Shcharansky: A Victim of Superpower Clash

SOVIET Jews are facing their worst crisis since the collective trials of 1970. Mathematician Anatoly Shcharansky, seized by the KGB last week, is the first major Moscow activist to be arrested since the new movement came into existence after the Six-Day war.

He is being held in Moscow’s Lefortovo Prison, accused of “anti-state activities”. This could include Article 64 (treason to the motherland), which has not been used against the Jewish movement since the Leningrad trials.

Shcharansky’s arrest had been expected for months, but the eventual “excuse” was an article in Izvestia published earlier this month, in which a fellow Jew, Lipavsky, accused him and others of spying.

Many activists believed that Shcharansky would be given permission to leave after his appearance last year in the Granada TV documentary, “A Calculated Risk”. But it did not happen.

Along with Vladimir Slepak, Shcharansky has represented the Jewish movement on the Helsinki Agreement watchdog committee. In addition, one of his unpublicised tasks was to act as the committee’s vital contact with western correspondents in Moscow.

Shcharansky’s arrest and the simultaneous release of Dr. Mikhall Shtern after serving less than half of his eight-year sentence, are directed at the scheduled visit of the US Secretary of State, Cyrus Vance to the USSR; at the end of the month. An international symposium on the case of Dr. Shtern, organised by his sons, was due to take place in Amsterdam to coincide with the Vance visit.

The cases of Shcharansky and Shtern are designed to indicate to the Carter Administration a policy of options: oppression or freedom. According to the Kremlin, everything depends on the American approach. This is also indicated by the fact that only one of the seven activists accused of espionage in the lzvestia article, significantly published on the anniversary of the death of Stalin, has been imprisoned, leaving the sword of Damocles hanging over the heads of the others.

Moreover, neither Yuri Orlov, Alexander Ginsberg nor Shcharansky, the arrested Helsinki committee activists, have formally been charged, thus leaving a loophole for possible release, if the American attitude is acceptable.

The “get tough’ policy of the KGB is a direct reaction to the decision made by the Jewish movement last autumn to break the stalemate and bring to a head a situation which had rapidly deteriorated since the Soviet Union’s rejection in January 1975 of America’s  attempt to link trade with emigration issues.

The activists launched a series of Israel-or-prison protests, timed to coincide with the American presidential election campaign. As a result, the situation of Soviet Jews became an issue in the campaign and Carter sent Vladimir Slepak a telegram of support. Carter’s intervention is also thought to have secured the release of Boris Chernobilsky and Iosif As.

This unprecedented intervention shocked the Kremlin, but it hoped that it was nothing more than a vote-catching gimmick, and that if elected, Carter would continue the Ford- Kissinger policy of turning a blind eye to human rights violations in Eastern Europe.

Thus by the end of 1976, three Soviet Jews found themselves in trouble. In Vilnius, Naum Salansky was being interrogated three times a week, accused of anti-Soviet slander. In Leningrad, Vladimir Sverdlin was accused of possessing a few cartridges. And in January, 23-year-old Amner Zavurov received a three-year sentence on charges of hooliganism, parasitism ant violation of passport regulations. –

The Kremlin’s forecast of the new Administration’s policy was rudely shattered when the new US Ambassador to the United Nations, Andrew Young, was personally given news of the Zavurov verdict in a telephone conversation with Slepak, in the presence of nearly 100 senators, congressmen and aides. In retaliation, Soviet television put out an hour-long programme, two days before Carter’s inauguration, depicting Jewish tourists to the USSR as agents of the “international Zionist conspiracy”,

Photographs of people active in the campaign in the west were displayed on the screen, including one of Londoner Michael Sherbourne, which had mysteriously disappeared from Ida Nudel’s apartment. Faked footage was added of a Jew handing-out money to participants in a women’s Soviet Jewry demonstration in London. The programme was followed up by vitriolic commentaries in the Soviet press.

In the weeks that followed, the predominantly anti-Semitic atmosphere which was being whipped up was overlooked in the aftermath of President Carter’s letter of support to Academician Andrei Sakharov. Yet until Shcharansky’s detention, the Jewish movement was largely bypassed as the KGB’s blind rage concentrated on those involved in monitoring violations of the Helsinki Agreement.

Before Shcharansky’s arrest, Moscow activists appealed to Carter not to be deterred from his stand on human rights by present or future repressions. With the onset of the Belgrade review of the Helsinki Agreement later this year, Soviet-Jewish activists are hoping that all their supporters in the west will keep up the pressure.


PROBLEM STATEMENT ▸
Within the material below, how many lines include "preprod"? Answer with the count only.

+-------+

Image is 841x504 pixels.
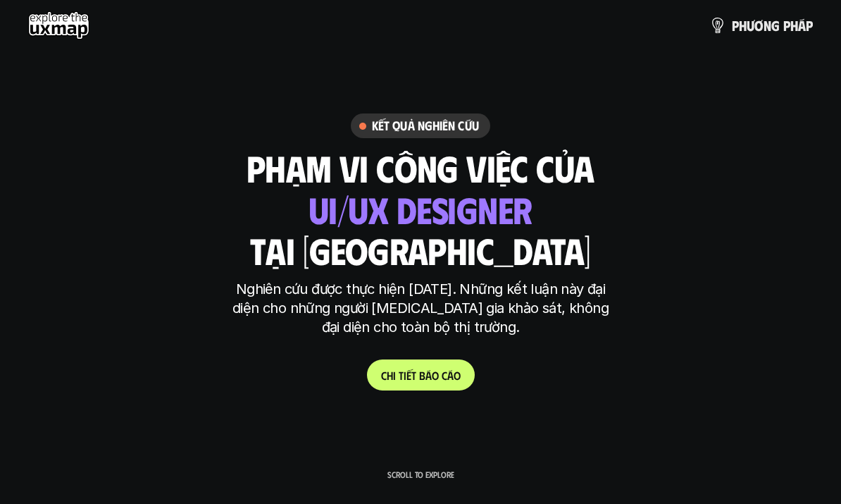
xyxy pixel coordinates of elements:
[709,11,812,39] a: phươngpháp
[407,368,412,382] span: ế
[783,18,791,33] span: p
[747,18,755,33] span: ư
[419,368,425,382] span: b
[387,368,393,382] span: h
[372,117,479,134] h6: Kết quả nghiên cứu
[393,368,396,382] span: i
[227,280,615,337] p: Nghiên cứu được thực hiện [DATE]. Những kết luận này đại diện cho những người [MEDICAL_DATA] gia ...
[432,368,439,382] span: o
[771,18,780,33] span: g
[442,368,447,382] span: c
[806,18,812,33] span: p
[412,368,416,382] span: t
[732,18,739,33] span: p
[791,18,798,33] span: h
[454,368,460,382] span: o
[739,18,747,33] span: h
[403,368,407,382] span: i
[755,18,764,33] span: ơ
[398,368,403,382] span: t
[250,231,590,271] h2: tại [GEOGRAPHIC_DATA]
[764,18,771,33] span: n
[798,18,806,33] span: á
[367,359,475,390] a: Chitiếtbáocáo
[247,148,594,188] h2: phạm vi công việc của
[425,368,432,382] span: á
[381,368,387,382] span: C
[447,368,454,382] span: á
[387,470,454,479] p: Scroll to explore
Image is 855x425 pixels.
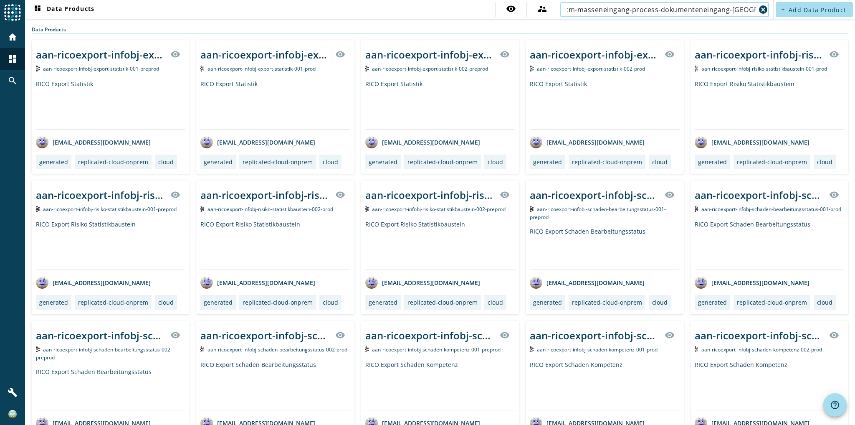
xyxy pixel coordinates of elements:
mat-icon: visibility [829,330,839,340]
img: Kafka Topic: aan-ricoexport-infobj-schaden-bearbeitungsstatus-001-preprod [530,206,534,212]
div: aan-ricoexport-infobj-schaden-bearbeitungsstatus-001-_stage_ [530,188,659,202]
div: replicated-cloud-onprem [243,298,313,306]
span: Kafka Topic: aan-ricoexport-infobj-export-statistik-002-prod [537,65,645,72]
div: RICO Export Statistik [200,80,350,129]
img: Kafka Topic: aan-ricoexport-infobj-export-statistik-001-prod [200,66,204,71]
img: avatar [36,276,48,289]
div: RICO Export Schaden Bearbeitungsstatus [200,360,350,410]
img: Kafka Topic: aan-ricoexport-infobj-risiko-statistikbaustein-001-prod [695,66,699,71]
mat-icon: visibility [500,49,510,59]
div: [EMAIL_ADDRESS][DOMAIN_NAME] [200,136,315,148]
img: Kafka Topic: aan-ricoexport-infobj-schaden-bearbeitungsstatus-001-prod [695,206,699,212]
div: cloud [817,298,833,306]
div: RICO Export Risiko Statistikbaustein [36,220,185,269]
mat-icon: dashboard [33,5,43,15]
mat-icon: search [8,76,18,86]
img: Kafka Topic: aan-ricoexport-infobj-schaden-bearbeitungsstatus-002-preprod [36,346,40,352]
img: avatar [365,276,378,289]
div: generated [204,298,233,306]
mat-icon: help_outline [830,400,840,410]
span: Kafka Topic: aan-ricoexport-infobj-risiko-statistikbaustein-002-prod [208,205,333,213]
img: spoud-logo.svg [4,4,21,21]
mat-icon: visibility [500,190,510,200]
img: Kafka Topic: aan-ricoexport-infobj-export-statistik-002-prod [530,66,534,71]
div: [EMAIL_ADDRESS][DOMAIN_NAME] [36,276,151,289]
img: avatar [200,136,213,148]
div: cloud [488,298,503,306]
div: replicated-cloud-onprem [572,158,642,166]
div: RICO Export Statistik [365,80,515,129]
div: aan-ricoexport-infobj-export-statistik-002-_stage_ [365,48,495,61]
div: RICO Export Risiko Statistikbaustein [365,220,515,269]
img: Kafka Topic: aan-ricoexport-infobj-risiko-statistikbaustein-002-prod [200,206,204,212]
mat-icon: visibility [665,49,675,59]
div: replicated-cloud-onprem [572,298,642,306]
div: aan-ricoexport-infobj-export-statistik-002-_stage_ [530,48,659,61]
mat-icon: visibility [500,330,510,340]
img: avatar [695,136,707,148]
img: Kafka Topic: aan-ricoexport-infobj-risiko-statistikbaustein-001-preprod [36,206,40,212]
div: replicated-cloud-onprem [243,158,313,166]
div: [EMAIL_ADDRESS][DOMAIN_NAME] [200,276,315,289]
span: Kafka Topic: aan-ricoexport-infobj-export-statistik-001-preprod [43,65,159,72]
div: cloud [323,298,338,306]
div: [EMAIL_ADDRESS][DOMAIN_NAME] [365,136,480,148]
div: cloud [817,158,833,166]
div: generated [369,158,397,166]
mat-icon: add [781,7,785,12]
span: Kafka Topic: aan-ricoexport-infobj-schaden-bearbeitungsstatus-001-preprod [530,205,666,220]
div: RICO Export Statistik [530,80,679,129]
div: generated [698,158,727,166]
span: Kafka Topic: aan-ricoexport-infobj-risiko-statistikbaustein-001-prod [701,65,827,72]
div: Data Products [32,26,848,33]
div: RICO Export Schaden Bearbeitungsstatus [36,367,185,410]
div: generated [533,158,562,166]
div: RICO Export Schaden Bearbeitungsstatus [530,227,679,269]
div: RICO Export Risiko Statistikbaustein [200,220,350,269]
div: replicated-cloud-onprem [407,158,478,166]
div: aan-ricoexport-infobj-export-statistik-001-_stage_ [36,48,165,61]
div: generated [533,298,562,306]
mat-icon: visibility [665,190,675,200]
div: [EMAIL_ADDRESS][DOMAIN_NAME] [695,136,810,148]
div: cloud [158,158,174,166]
div: replicated-cloud-onprem [78,158,148,166]
div: aan-ricoexport-infobj-schaden-bearbeitungsstatus-002-_stage_ [200,328,330,342]
mat-icon: visibility [829,49,839,59]
span: Kafka Topic: aan-ricoexport-infobj-schaden-kompetenz-002-prod [701,346,822,353]
div: generated [39,158,68,166]
div: aan-ricoexport-infobj-schaden-kompetenz-002-_stage_ [695,328,824,342]
span: Data Products [33,5,94,15]
div: [EMAIL_ADDRESS][DOMAIN_NAME] [530,276,645,289]
mat-icon: supervisor_account [537,4,547,14]
div: replicated-cloud-onprem [737,158,807,166]
mat-icon: build [8,387,18,397]
div: aan-ricoexport-infobj-schaden-kompetenz-001-_stage_ [365,328,495,342]
div: aan-ricoexport-infobj-export-statistik-001-_stage_ [200,48,330,61]
div: cloud [323,158,338,166]
img: avatar [530,136,542,148]
div: [EMAIL_ADDRESS][DOMAIN_NAME] [530,136,645,148]
img: Kafka Topic: aan-ricoexport-infobj-schaden-bearbeitungsstatus-002-prod [200,346,204,352]
span: Add Data Product [789,6,846,14]
mat-icon: cancel [758,5,768,15]
mat-icon: visibility [170,330,180,340]
img: avatar [200,276,213,289]
button: Clear [757,4,769,15]
div: aan-ricoexport-infobj-schaden-bearbeitungsstatus-002-_stage_ [36,328,165,342]
div: replicated-cloud-onprem [78,298,148,306]
div: cloud [652,298,668,306]
mat-icon: dashboard [8,54,18,64]
mat-icon: visibility [335,330,345,340]
div: replicated-cloud-onprem [737,298,807,306]
span: Kafka Topic: aan-ricoexport-infobj-schaden-kompetenz-001-preprod [372,346,501,353]
span: Kafka Topic: aan-ricoexport-infobj-risiko-statistikbaustein-001-preprod [43,205,177,213]
img: Kafka Topic: aan-ricoexport-infobj-export-statistik-001-preprod [36,66,40,71]
span: Kafka Topic: aan-ricoexport-infobj-schaden-kompetenz-001-prod [537,346,658,353]
div: RICO Export Schaden Bearbeitungsstatus [695,220,844,269]
img: avatar [365,136,378,148]
img: avatar [36,136,48,148]
img: Kafka Topic: aan-ricoexport-infobj-risiko-statistikbaustein-002-preprod [365,206,369,212]
mat-icon: home [8,32,18,42]
div: RICO Export Schaden Kompetenz [365,360,515,410]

+-------+

OUTPUT FOR THIS EXERCISE ▸
9